Have Card, Will Travel Would you buy a national ID tag from this man?
By David Whitford

(FORTUNE Small Business) – If you're drinking with Steve Brill, have whatever you want, but he's drinking Tab. He starts right in first thing in the morning ("I don't drink coffee"), downing a six-pack in a typical workday. Not Diet Coke, not Diet Pepsi--Tab. "Because it's tougher," he says, lifting a pink, dented can to his lips in his corner office at Rockefeller Center. "It's not sweet. It's really bracing."

Brill, 53, is not a warm and fuzzy guy. He's a lawyer, after all. And a journalist. And an entrepreneur. "The preternatural big man" is how media critic Michael Wolff described him recently in New York magazine. "The consummate know-it-all." And Wolff was writing before Brill announced his latest venture, a privately issued national ID card that would certify suspicion-free citizens.

Brill grew up in Queens, N.Y. (his dad owned a liquor store), then attended Deerfield Academy on a full scholarship ("I had friends there who, when I said I lived in Queens, asked where that was. And they lived in Manhattan"), then Yale, then Yale Law School. "I could have walked into a job at any New York law firm I wanted to," he says. Instead he wrote speeches for Mayor John Lindsay, was a columnist for New York and Esquire, and wrote a big book about the Teamsters. Then he founded a national newspaper, The American Lawyer, whose lasting achievement was the discovery that there is drama and intrigue in the business of lawyering. Two years after that he turned 30.

The American Lawyer became the foundation for a multimedia empire that grew to include a stable of regional legal newspapers and Court TV, Brill's share of which reportedly was worth $20 million when he cashed out in 1997. Brill says that number's not even close.

"So tell me the right number," I say.

"No."

Okay. Whatever it was, Brill blew some portion of it--"about 5%," he allows--on Brill's Content. (Co-investor Barry Diller took a hit too.) The magazine's premise: A mass readership would love to see media types like yours truly exposed in their own spotlight, stunned and blinking. I suggest to Brill that it was a dumb idea. He disagrees. "It just didn't work," he says.
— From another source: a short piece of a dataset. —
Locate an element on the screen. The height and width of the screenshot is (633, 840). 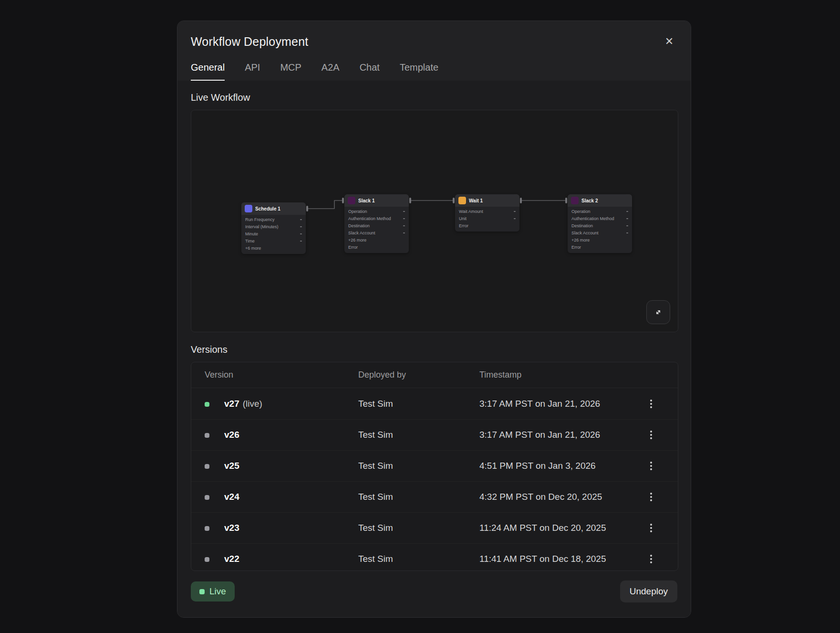
tab-api: API is located at coordinates (252, 72).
Neither did Contentville, Brill's attempt to sell the contents of books, magazines, and newspapers on the Internet. (This time George Soros was a co-investor.) Two duds equals a losing streak, which heightens interest in Brill's new company, Verified Identity Card. Brill wants to sell you a little something to flash at airport and office security guards, a card that says you're free to move about the scary world Brill describes in his latest big book, After: How America Confronted the September 12 Era. And this from a card-carrying member of the American Civil Liberties Union.

"That gives me the creeps," I say.

Brill doesn't pause. "Would it give you the creeps to have a card that wouldn't make you wait on that line downstairs?"

"Maybe. What do I have to do to earn the card?" "You have to not be on a terrorist watch list. You have to be able to prove you are who you say you are. And you have to not have been convicted ... within the last five years of a major felony."

Sounds ambitious--much more so than another idea Brill heard about recently: a cable channel for people who like to watch gambling and don't get enough on ESPN. "It's actually a pretty good idea," Brill says, "but I wouldn't think ten seconds about it because it's just not anything I want to do. I'm really intrigued by the issues that deal with the ID card. I love the privacy issues, the civil liberties issues, the security issues.... I'll go to those meetings all day."